Richard Cecil (1748 – 1810)
Leading Evangelical Anglican clergyman of the 18th and 19th centuries.
The Christian will sometimes be brought to walk in a solitary path. God seems to cut away his props, that He may reduce him to Himself. His religion is to be felt as a personal, particular, appropriate possession. He is to feel, that, as there is but one Jehovah to bless, so there seems to him as though there were but one penitent in the universe to be blessed by Him.
If there is any person to whom you feel a dislike, that is the person of whom you ought never to speak.
The spirit and tone of your home will have great influence on your children. If it is what it ought to be, it will fasten conviction on their minds, however wicked they may become.
The history of all the great characters of the Bible is summed up in this one sentence: — they acquainted themselves with God, and acquiesced in His will in all things.
To know Jesus Christ for ourselves is to make Him a consolation, delight, strength, righteousness, companion, and end.
A friend called on me when I was ill, to settle some business. My head was too much confused by my indisposition to understand fully what he said, but I had such unlimited confidence in him, that I did whatever he bid me, in the fullest assurance that it was right. How simply I can trust in man, and how little in God! How unreasonable is a pure act of faith in one like ourselves, if we cannot repose the same faith in God.
Never was there a man of deep piety, who has not been brought into extremities — who has not been put into fire — who has been taught to say, "Though He slay me, yet will I trust in Him."
The man who labors to please his neighbor for his good to edification has the mind that was in Christ. It is a sinner trying to help a sinner. Even a feeble, but kind and tender man, will effect more than a genius, who is rough and artificial.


The required result is a line count: how many lines in this data hold the word "Separation". Give only that.

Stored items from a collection
_ _ _ _

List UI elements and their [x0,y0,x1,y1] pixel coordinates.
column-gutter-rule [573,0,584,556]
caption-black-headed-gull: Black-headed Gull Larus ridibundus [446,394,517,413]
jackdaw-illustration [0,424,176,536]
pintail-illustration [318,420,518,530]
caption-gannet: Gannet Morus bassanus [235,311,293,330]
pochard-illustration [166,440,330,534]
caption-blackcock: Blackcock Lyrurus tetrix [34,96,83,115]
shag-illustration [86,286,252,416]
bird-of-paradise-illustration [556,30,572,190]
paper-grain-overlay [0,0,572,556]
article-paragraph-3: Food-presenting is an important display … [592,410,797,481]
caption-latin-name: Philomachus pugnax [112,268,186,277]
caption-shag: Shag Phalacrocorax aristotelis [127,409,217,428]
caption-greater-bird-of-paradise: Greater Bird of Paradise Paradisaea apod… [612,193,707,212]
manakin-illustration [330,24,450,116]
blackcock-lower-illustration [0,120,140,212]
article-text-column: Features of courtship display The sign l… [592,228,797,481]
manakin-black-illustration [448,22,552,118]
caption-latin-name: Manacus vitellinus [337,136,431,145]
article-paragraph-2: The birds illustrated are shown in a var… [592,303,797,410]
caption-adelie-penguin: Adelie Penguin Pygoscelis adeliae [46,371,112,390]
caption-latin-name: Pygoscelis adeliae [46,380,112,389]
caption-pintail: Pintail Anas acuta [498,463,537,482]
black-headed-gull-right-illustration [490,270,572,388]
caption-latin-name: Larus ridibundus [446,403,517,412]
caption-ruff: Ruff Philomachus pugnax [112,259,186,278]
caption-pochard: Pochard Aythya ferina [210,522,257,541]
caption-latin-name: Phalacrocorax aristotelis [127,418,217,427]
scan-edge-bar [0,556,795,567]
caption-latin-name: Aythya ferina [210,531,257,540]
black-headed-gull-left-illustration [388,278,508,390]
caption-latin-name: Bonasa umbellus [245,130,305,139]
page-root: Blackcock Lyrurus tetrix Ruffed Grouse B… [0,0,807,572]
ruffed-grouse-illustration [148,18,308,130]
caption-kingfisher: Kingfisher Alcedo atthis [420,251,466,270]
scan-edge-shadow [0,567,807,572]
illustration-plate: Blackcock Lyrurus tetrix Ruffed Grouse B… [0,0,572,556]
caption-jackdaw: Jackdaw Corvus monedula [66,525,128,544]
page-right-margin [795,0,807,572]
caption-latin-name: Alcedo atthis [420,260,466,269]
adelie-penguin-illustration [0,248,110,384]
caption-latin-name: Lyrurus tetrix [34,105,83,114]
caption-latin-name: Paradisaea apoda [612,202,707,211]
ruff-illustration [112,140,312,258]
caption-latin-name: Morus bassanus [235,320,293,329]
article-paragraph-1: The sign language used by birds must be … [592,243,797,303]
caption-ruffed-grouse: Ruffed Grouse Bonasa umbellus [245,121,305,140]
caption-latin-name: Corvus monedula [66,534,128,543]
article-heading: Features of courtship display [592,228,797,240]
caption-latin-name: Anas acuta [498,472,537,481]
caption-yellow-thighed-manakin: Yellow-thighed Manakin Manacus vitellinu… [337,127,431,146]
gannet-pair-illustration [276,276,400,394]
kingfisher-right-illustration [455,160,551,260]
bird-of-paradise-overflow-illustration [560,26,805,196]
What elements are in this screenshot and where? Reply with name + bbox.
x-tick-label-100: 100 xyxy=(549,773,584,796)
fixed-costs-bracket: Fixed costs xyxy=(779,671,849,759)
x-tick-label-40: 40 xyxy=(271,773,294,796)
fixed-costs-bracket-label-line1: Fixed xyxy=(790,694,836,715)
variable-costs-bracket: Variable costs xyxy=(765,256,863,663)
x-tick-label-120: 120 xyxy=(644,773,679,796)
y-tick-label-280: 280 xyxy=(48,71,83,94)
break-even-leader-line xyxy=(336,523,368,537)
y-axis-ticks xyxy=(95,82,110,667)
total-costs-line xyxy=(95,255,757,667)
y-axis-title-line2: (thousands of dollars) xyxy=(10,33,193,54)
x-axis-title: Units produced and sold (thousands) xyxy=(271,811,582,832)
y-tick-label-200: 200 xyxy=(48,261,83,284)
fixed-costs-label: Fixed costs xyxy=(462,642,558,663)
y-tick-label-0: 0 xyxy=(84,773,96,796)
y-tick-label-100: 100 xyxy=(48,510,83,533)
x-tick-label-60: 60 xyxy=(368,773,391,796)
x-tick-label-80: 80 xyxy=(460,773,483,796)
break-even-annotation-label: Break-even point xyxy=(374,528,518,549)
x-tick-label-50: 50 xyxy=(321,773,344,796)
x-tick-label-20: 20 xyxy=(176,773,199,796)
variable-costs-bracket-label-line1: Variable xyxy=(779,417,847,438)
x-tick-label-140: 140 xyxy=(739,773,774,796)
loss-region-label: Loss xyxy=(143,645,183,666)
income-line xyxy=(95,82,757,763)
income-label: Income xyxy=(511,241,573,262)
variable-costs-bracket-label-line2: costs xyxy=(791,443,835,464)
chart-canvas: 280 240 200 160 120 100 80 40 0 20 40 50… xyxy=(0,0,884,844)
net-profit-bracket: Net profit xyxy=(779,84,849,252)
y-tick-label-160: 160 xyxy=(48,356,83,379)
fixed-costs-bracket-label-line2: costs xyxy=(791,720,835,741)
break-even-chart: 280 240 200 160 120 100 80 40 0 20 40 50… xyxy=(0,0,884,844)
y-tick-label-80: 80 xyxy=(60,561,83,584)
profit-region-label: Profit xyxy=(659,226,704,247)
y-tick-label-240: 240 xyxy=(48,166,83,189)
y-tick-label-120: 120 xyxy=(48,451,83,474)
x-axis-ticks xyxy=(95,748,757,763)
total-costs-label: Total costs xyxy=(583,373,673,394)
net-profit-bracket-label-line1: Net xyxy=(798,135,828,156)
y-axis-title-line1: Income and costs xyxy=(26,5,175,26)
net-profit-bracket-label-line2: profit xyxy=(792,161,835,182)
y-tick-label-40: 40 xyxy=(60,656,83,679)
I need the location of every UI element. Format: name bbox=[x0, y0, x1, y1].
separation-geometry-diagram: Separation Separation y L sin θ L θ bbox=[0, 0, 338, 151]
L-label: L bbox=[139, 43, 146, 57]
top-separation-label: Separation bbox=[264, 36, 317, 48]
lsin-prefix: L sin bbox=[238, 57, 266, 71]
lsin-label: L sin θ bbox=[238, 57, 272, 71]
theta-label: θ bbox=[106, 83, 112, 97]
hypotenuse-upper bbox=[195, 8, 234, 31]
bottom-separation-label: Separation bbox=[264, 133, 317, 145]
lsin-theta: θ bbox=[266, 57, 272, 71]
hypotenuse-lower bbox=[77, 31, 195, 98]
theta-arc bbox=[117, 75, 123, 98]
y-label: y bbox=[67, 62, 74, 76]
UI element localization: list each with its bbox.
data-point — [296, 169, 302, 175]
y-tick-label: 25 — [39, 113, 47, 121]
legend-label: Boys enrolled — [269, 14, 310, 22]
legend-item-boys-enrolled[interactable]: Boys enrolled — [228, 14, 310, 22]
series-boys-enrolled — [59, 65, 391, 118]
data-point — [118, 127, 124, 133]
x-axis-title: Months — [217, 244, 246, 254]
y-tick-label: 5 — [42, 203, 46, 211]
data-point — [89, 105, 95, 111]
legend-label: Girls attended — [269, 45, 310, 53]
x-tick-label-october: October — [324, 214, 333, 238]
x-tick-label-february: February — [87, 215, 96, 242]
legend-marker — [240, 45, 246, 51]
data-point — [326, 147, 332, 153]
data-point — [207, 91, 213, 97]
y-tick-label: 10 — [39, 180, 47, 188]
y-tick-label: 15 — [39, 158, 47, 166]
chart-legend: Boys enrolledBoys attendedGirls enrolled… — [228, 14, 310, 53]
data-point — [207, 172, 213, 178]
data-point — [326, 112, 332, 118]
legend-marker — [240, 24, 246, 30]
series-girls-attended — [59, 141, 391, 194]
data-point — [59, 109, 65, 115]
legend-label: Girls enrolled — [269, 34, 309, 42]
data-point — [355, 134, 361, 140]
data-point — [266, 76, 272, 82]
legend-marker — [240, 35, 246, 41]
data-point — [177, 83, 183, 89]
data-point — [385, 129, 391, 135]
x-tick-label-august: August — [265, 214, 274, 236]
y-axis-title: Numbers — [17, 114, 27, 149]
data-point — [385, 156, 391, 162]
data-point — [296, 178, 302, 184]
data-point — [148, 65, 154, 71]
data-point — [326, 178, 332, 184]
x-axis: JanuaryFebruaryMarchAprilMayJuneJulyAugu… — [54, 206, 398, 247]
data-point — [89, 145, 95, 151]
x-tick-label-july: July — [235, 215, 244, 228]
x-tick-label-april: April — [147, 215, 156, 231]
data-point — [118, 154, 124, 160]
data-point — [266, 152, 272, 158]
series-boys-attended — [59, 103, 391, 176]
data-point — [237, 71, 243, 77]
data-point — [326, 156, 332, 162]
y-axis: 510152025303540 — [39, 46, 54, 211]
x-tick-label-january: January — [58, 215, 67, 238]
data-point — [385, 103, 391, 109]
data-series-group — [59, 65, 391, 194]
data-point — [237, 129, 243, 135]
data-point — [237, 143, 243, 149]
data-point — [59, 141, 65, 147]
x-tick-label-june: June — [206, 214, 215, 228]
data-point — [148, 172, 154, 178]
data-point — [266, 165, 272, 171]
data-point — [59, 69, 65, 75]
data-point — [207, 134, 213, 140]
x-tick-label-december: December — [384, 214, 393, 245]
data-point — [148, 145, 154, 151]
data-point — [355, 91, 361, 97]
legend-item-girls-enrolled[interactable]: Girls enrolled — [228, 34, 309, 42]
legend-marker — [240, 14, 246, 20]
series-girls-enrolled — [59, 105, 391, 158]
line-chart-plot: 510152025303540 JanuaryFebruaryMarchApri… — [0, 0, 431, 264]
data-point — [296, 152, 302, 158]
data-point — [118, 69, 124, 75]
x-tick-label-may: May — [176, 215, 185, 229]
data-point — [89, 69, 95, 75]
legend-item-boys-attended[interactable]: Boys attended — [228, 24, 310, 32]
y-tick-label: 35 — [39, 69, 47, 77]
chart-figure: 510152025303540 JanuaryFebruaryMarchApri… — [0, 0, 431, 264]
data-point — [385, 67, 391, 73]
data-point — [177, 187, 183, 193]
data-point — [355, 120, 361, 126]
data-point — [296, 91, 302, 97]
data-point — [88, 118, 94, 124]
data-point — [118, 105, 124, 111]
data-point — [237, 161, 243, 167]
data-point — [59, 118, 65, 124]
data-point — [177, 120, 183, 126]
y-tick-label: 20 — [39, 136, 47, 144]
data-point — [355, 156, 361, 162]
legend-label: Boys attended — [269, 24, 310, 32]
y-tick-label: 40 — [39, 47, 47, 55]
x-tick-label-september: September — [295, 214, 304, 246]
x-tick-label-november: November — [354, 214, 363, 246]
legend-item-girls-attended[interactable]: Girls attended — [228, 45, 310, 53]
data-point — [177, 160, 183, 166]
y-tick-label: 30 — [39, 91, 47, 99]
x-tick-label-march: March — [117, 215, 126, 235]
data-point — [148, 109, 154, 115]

_ _ _ _

> [Exercise result] 3